A chance to walk away. To fight without rules. To make a difference.
Had he made a difference?
Not enough of one.
He still couldn't sleep at night. He still awoke to the sounds of gunfire, of his daughter's screams before he could reach the car she had died in.
If he had made enough of a difference, wouldn't those nightmares have left him by now? Wouldn't he be able to sleep in peace?
He stared at the bed, perfectly made, large, comfortable. The Suites had near-perfect beds. And he knew from experience he would find no sleep in them.
He left the helmet lying on the couch as he grabbed the keys to the Harley and left the room. Closing the door tight behind him, Nik made his way from the hotel to the shadowed back lot where he'd parked, and quickly checked the bike over before straddling it and giving the key a quick twist.
If he couldn't sleep, that left work. And he had plenty of work to do here. If he was going to figure out if Maddix was lying, then the place to start was with the girl.

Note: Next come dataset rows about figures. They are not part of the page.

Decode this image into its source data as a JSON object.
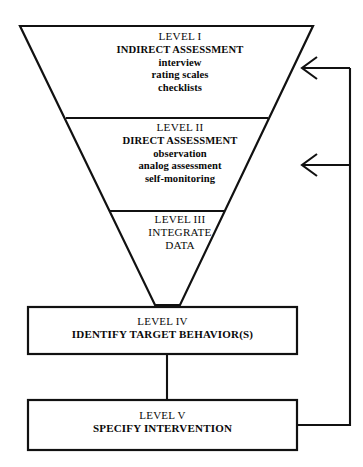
{
  "diagram": {
    "colors": {
      "stroke": "#111111",
      "background": "#ffffff",
      "text": "#0a0a0a"
    },
    "funnel_levels": [
      {
        "id": "level-1",
        "number": "LEVEL I",
        "name": "INDIRECT ASSESSMENT",
        "methods": [
          "interview",
          "rating scales",
          "checklists"
        ]
      },
      {
        "id": "level-2",
        "number": "LEVEL II",
        "name": "DIRECT ASSESSMENT",
        "methods": [
          "observation",
          "analog assessment",
          "self-monitoring"
        ]
      },
      {
        "id": "level-3",
        "number": "LEVEL III",
        "name": "INTEGRATE",
        "name_line2": "DATA",
        "methods": []
      }
    ],
    "boxes": [
      {
        "id": "level-4",
        "number": "LEVEL IV",
        "name": "IDENTIFY TARGET BEHAVIOR(S)"
      },
      {
        "id": "level-5",
        "number": "LEVEL V",
        "name": "SPECIFY INTERVENTION"
      }
    ],
    "connectors": [
      {
        "id": "level4-to-level5",
        "type": "vertical-line"
      },
      {
        "id": "feedback-to-level-1",
        "type": "arrow-left"
      },
      {
        "id": "feedback-to-level-2",
        "type": "arrow-left"
      },
      {
        "id": "feedback-spine",
        "type": "vertical-line"
      }
    ]
  }
}
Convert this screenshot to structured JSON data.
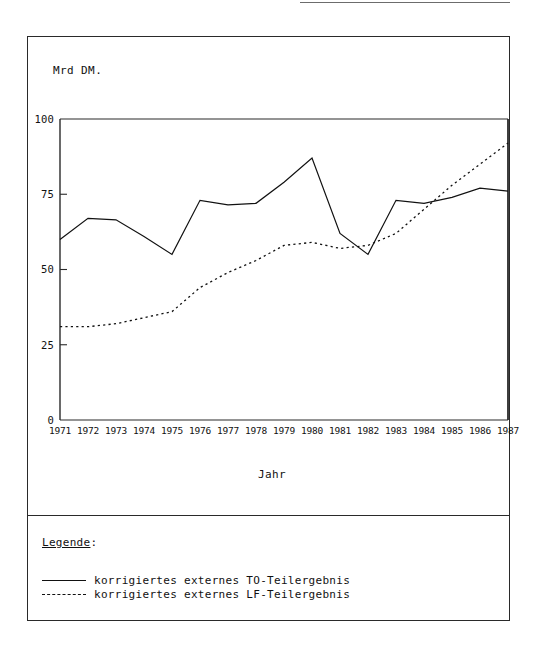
{
  "figure": {
    "y_axis_title": "Mrd DM.",
    "x_axis_title": "Jahr"
  },
  "legend": {
    "heading": "Legende",
    "heading_colon": ":",
    "entries": [
      {
        "style": "solid",
        "label": "korrigiertes externes TO-Teilergebnis"
      },
      {
        "style": "dashed",
        "label": "korrigiertes externes LF-Teilergebnis"
      }
    ]
  },
  "chart_data": {
    "type": "line",
    "title": "",
    "xlabel": "Jahr",
    "ylabel": "Mrd DM.",
    "xlim": [
      1971,
      1987
    ],
    "ylim": [
      0,
      100
    ],
    "ytick_labels": [
      "100",
      "75",
      "50",
      "25",
      "0"
    ],
    "yticks": [
      100,
      75,
      50,
      25,
      0
    ],
    "grid": false,
    "legend_position": "below-plot",
    "categories": [
      1971,
      1972,
      1973,
      1974,
      1975,
      1976,
      1977,
      1978,
      1979,
      1980,
      1981,
      1982,
      1983,
      1984,
      1985,
      1986,
      1987
    ],
    "xtick_labels": [
      "1971",
      "1972",
      "1973",
      "1974",
      "1975",
      "1976",
      "1977",
      "1978",
      "1979",
      "1980",
      "1981",
      "1982",
      "1983",
      "1984",
      "1985",
      "1986",
      "1987"
    ],
    "series": [
      {
        "name": "korrigiertes externes TO-Teilergebnis",
        "style": "solid",
        "color": "#111111",
        "values": [
          60,
          67,
          66.5,
          61,
          55,
          73,
          71.5,
          72,
          79,
          87,
          62,
          55,
          73,
          72,
          74,
          77,
          76
        ]
      },
      {
        "name": "korrigiertes externes LF-Teilergebnis",
        "style": "dashed",
        "color": "#111111",
        "values": [
          31,
          31,
          32,
          34,
          36,
          44,
          49,
          53,
          58,
          59,
          57,
          58,
          62,
          70,
          78,
          85,
          92
        ]
      }
    ]
  }
}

All good girls had their secret little vices. There was no such thing as innocence or purity. Mikayla Martin might have a lot of good in her, but Nik was betting she was hiding a lot of bad as well. The key to getting past the good girl's defenses was to find her vices.

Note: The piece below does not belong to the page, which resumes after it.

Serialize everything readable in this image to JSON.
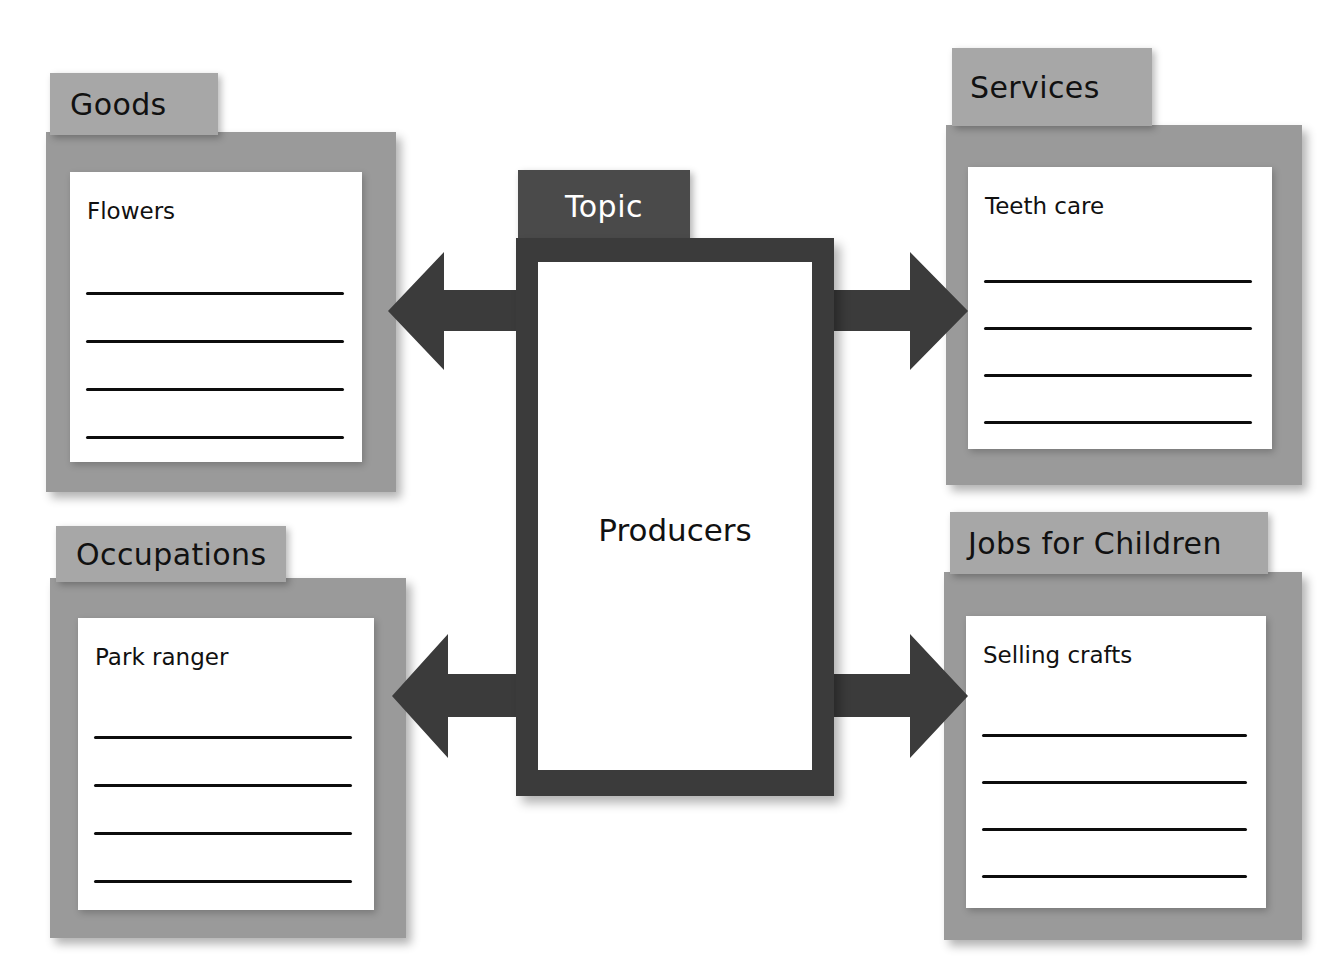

She might not party, but she did like to dance. She didn't have a steady boyfriend, but she was prone to date quite often. She was definitely a mystery.
Pulling from the parking lot, Nik hit the brightly lit streets of Wesel Boulevard while heading for the Cancun Cantina just minutes away.
Tehya's initial investigation into Mikayla showed a girl who loved her job, her family, her friends, and having fun in general. She was serious when she had to be, but she enjoyed her social life.
She was a different kind of woman, he thought. He wasn't certain if he knew how to deal with a woman who enjoyed her social life just as well as she enjoyed her job.
He was used to women who were somber, cynical, bitter, and/or psychotic. Women who had lived on the dark side too long, for whatever reason. Even those who worked with the team had their mental scars, their dark sides. They'd seen too much, knew too much about the evil that existed within the shadows.
She didn't look like a woman who knew anything about evil. She would be the type of woman that would provide a man the calm within the storm. Or would she remind him of everything he had never known or had and the innocence would be something to resent?